Iran conducts negotiations on nuclear program with European countries

Iran will talk in Rome on Friday (2) with the European parts of the 2015 nuclear agreement, his foreign minister said on Wednesday (30), while both sides seek to position themselves before a new round of negotiations between US and Iran on Saturday (3).

Reuters reported on Monday that Tehran proposed a meeting with the United Kingdom, France and Germany, known collectively as E3, which remained faithful to the 2015 Agreement, which aimed to curb Iran’s nuclear activity. The measure failed in 2018 when US President Donald Trump abandoned him during his first term in the White House.

“In my opinion, the three European countries have lost their role (in the nuclear case) due to the mistaken policies they adopted. Of course we don’t want it and we are ready to talk to them in Rome,” Iranian Foreign Minister Araqchi told state media on Wednesday (30).

There was initial hesitation within the E3 due to the concern that such negotiations could create a parallel path and kidnap the negotiations conducted by the second Trump administration, which, according to Washington, aims to prevent Iran from developing nuclear weapons.

But three European diplomats told Reuters that E3 decided that it was ultimately interest to maintain dialogue with Iran and reaffirm how they saw the parameters of a new nuclear agreement.

Political directors of the Foreign Ministry met with US authorities in Berlin on Wednesday to be informed about previous rounds of US and Iran negotiations and prepare for the meeting in Rome, and will go there on Friday, two diplomats said.

Iran seeks to continue the impetus of nuclear negotiations with the Trump administration, resumed in Oman on Saturday (3) and after conversations with Russia and China last week. American and Iranian negotiators will meet again in Rome.

Iran’s approach to E3 suggests that the country maintains its options open, but also wants to evaluate the position of Europeans about the possible repay of the United Nations sanctions against Tehran before October, known in diplomatic circles such as “recovery mechanism” when expiring a resolution that ratifies the 2015 agreement.

Tensions between Europe and Iran

Relations between E3 and Iran have worsened last year, despite sporadic meetings since last September, in a context of new sanctions imposed on the Islamic Republic for its ballistic missile program, their detention of foreign citizens and their support to Russia in their war against Ukraine.

Highlighting these tensions, French Foreign Minister Jean-Noel Barrot said on Tuesday that Paris would not think twice if current negotiations failed to release the setback of sanctions, which, he said, would have “devastating effects.”

He accused Tehran of being about to secretly develop a nuclear weapon. Iran has been denied this for a long time, stating that its accelerated uranium enrichment program is intended only for civil energy purposes.

In a letter distributed to the UN Security Council and seen by Reuters, Iran’s permanent representative in the United Nations, Amir Saeid Iravani, said Barrot’s comments were “unfounded and politically irresponsible.”

He said that applying snapback would be “legal and procedurally flawed, inadmissible and invalid.”

“The open threat of reimp, sanctions with ‘devastating effects’ on Iran’s economy is a blatant act of political and economic coercion,” says the letter.

On Tuesday (29), the US Treasury Department imposed new sanctions on what he described as a network based in Iran and China suspected of obtaining ballistic missile driving ingredients for Iran’s Islamic Revolutionary Guard.

Araqchi said the new US sanctions during the negotiations sent the “wrong message.”

Trump said he was confident of closing a new pact that would block the path of Iran to the ability to develop nuclear bombs.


**What to produce**: Each line in the entries below that holds the string "main" is to be listed.

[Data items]

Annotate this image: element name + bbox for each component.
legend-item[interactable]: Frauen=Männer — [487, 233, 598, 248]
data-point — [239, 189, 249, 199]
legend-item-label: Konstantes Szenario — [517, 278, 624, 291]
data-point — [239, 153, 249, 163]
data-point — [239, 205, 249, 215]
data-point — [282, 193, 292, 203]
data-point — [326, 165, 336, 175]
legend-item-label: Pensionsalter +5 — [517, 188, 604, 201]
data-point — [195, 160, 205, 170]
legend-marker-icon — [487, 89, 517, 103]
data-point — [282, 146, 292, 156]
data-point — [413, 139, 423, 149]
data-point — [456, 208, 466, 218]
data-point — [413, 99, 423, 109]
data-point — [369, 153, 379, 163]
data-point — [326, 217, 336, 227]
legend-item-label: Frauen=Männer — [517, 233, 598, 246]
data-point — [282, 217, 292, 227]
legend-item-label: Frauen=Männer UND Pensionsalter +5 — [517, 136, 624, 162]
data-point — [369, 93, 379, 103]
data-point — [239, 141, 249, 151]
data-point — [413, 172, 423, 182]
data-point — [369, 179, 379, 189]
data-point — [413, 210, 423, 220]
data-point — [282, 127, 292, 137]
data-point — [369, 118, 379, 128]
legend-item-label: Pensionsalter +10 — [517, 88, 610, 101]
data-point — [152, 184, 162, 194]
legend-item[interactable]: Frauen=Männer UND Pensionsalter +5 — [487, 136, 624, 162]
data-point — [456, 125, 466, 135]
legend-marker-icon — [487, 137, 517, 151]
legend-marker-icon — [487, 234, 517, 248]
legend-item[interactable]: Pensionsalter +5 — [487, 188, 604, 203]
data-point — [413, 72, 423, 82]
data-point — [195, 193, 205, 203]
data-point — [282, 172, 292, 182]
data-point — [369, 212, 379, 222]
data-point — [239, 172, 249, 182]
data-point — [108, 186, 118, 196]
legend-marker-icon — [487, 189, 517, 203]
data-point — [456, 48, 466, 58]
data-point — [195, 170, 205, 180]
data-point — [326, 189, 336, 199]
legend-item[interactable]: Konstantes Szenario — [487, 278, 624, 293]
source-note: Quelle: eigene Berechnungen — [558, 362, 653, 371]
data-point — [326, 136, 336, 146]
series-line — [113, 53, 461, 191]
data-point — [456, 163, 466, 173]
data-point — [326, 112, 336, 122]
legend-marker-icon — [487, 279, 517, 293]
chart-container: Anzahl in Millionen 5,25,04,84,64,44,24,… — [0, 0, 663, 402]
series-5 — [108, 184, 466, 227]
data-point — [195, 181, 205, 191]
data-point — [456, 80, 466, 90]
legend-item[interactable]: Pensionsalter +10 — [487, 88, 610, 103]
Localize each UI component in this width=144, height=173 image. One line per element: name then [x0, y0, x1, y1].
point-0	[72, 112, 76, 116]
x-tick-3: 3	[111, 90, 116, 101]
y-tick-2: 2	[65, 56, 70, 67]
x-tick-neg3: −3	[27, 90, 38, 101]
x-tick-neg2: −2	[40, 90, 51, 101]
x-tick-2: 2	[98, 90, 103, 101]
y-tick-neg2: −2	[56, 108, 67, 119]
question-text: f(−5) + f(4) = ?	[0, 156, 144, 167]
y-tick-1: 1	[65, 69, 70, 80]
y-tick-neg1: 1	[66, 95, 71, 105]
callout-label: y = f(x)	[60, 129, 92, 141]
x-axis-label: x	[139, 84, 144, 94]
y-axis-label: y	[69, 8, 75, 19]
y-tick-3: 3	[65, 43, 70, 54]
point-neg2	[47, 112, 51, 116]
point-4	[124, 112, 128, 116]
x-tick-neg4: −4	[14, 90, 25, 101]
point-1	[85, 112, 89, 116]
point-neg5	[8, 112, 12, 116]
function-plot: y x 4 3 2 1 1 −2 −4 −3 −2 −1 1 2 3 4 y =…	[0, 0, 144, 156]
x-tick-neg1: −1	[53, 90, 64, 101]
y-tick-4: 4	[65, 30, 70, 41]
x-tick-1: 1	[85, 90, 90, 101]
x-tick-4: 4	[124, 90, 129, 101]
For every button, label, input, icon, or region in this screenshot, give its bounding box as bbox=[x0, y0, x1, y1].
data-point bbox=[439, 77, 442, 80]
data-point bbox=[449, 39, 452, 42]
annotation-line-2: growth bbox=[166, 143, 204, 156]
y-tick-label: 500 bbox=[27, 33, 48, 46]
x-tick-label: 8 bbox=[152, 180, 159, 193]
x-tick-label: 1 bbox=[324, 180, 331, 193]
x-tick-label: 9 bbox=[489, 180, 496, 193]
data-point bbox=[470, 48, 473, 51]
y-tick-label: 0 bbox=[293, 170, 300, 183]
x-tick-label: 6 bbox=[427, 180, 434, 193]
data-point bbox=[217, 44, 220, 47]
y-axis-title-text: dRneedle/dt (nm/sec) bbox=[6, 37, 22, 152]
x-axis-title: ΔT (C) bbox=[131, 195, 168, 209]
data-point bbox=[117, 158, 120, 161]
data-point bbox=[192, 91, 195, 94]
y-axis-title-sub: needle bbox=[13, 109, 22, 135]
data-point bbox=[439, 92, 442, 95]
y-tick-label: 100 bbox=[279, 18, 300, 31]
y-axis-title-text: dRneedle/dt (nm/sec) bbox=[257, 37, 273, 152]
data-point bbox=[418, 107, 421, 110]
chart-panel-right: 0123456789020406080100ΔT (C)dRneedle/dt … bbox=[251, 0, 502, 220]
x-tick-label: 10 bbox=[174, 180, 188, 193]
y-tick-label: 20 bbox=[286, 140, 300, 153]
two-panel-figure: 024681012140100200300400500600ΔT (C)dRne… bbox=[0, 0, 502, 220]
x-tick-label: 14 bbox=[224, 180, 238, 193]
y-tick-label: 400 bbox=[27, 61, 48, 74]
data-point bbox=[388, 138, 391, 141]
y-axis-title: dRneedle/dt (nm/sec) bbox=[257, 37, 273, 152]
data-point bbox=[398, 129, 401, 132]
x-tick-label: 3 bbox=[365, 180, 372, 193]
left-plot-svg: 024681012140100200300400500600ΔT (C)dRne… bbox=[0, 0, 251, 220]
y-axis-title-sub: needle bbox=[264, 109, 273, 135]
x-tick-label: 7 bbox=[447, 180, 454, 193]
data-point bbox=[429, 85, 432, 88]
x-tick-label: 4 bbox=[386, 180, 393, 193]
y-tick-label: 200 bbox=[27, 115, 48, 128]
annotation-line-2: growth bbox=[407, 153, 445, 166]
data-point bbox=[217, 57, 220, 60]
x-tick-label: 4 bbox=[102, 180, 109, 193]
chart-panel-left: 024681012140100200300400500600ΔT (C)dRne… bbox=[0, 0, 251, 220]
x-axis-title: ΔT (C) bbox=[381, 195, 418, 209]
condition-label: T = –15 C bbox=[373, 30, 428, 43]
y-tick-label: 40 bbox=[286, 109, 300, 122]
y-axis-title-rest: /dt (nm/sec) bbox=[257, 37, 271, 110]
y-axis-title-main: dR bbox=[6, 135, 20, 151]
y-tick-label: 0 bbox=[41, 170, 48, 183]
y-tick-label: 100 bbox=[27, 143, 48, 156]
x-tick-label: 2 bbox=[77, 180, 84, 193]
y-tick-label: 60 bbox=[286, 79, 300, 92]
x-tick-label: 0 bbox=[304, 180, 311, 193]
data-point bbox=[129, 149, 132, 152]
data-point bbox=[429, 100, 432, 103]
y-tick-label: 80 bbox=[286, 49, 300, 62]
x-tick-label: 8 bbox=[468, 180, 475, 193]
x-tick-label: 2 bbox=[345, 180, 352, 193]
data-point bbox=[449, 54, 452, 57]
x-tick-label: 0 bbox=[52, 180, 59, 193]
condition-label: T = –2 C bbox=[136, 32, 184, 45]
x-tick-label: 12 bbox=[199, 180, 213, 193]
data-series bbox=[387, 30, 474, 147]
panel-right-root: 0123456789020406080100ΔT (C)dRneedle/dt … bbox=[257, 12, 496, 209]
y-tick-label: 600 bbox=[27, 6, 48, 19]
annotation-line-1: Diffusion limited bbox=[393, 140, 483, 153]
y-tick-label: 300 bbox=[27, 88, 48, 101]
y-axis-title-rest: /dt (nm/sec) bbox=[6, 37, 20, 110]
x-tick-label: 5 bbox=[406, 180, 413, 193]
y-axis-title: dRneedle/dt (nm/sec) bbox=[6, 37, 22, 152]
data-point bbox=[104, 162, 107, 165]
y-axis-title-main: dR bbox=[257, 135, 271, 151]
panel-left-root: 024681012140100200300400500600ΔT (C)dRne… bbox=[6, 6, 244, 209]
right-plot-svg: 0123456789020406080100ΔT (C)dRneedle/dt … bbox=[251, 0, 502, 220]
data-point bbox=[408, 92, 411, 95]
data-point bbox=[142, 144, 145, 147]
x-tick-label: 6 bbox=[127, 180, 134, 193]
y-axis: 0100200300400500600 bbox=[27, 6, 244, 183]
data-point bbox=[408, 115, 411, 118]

**Answer space**:
y-axis-title-main: dR bbox=[6, 135, 20, 151]
y-axis-title-main: dR bbox=[257, 135, 271, 151]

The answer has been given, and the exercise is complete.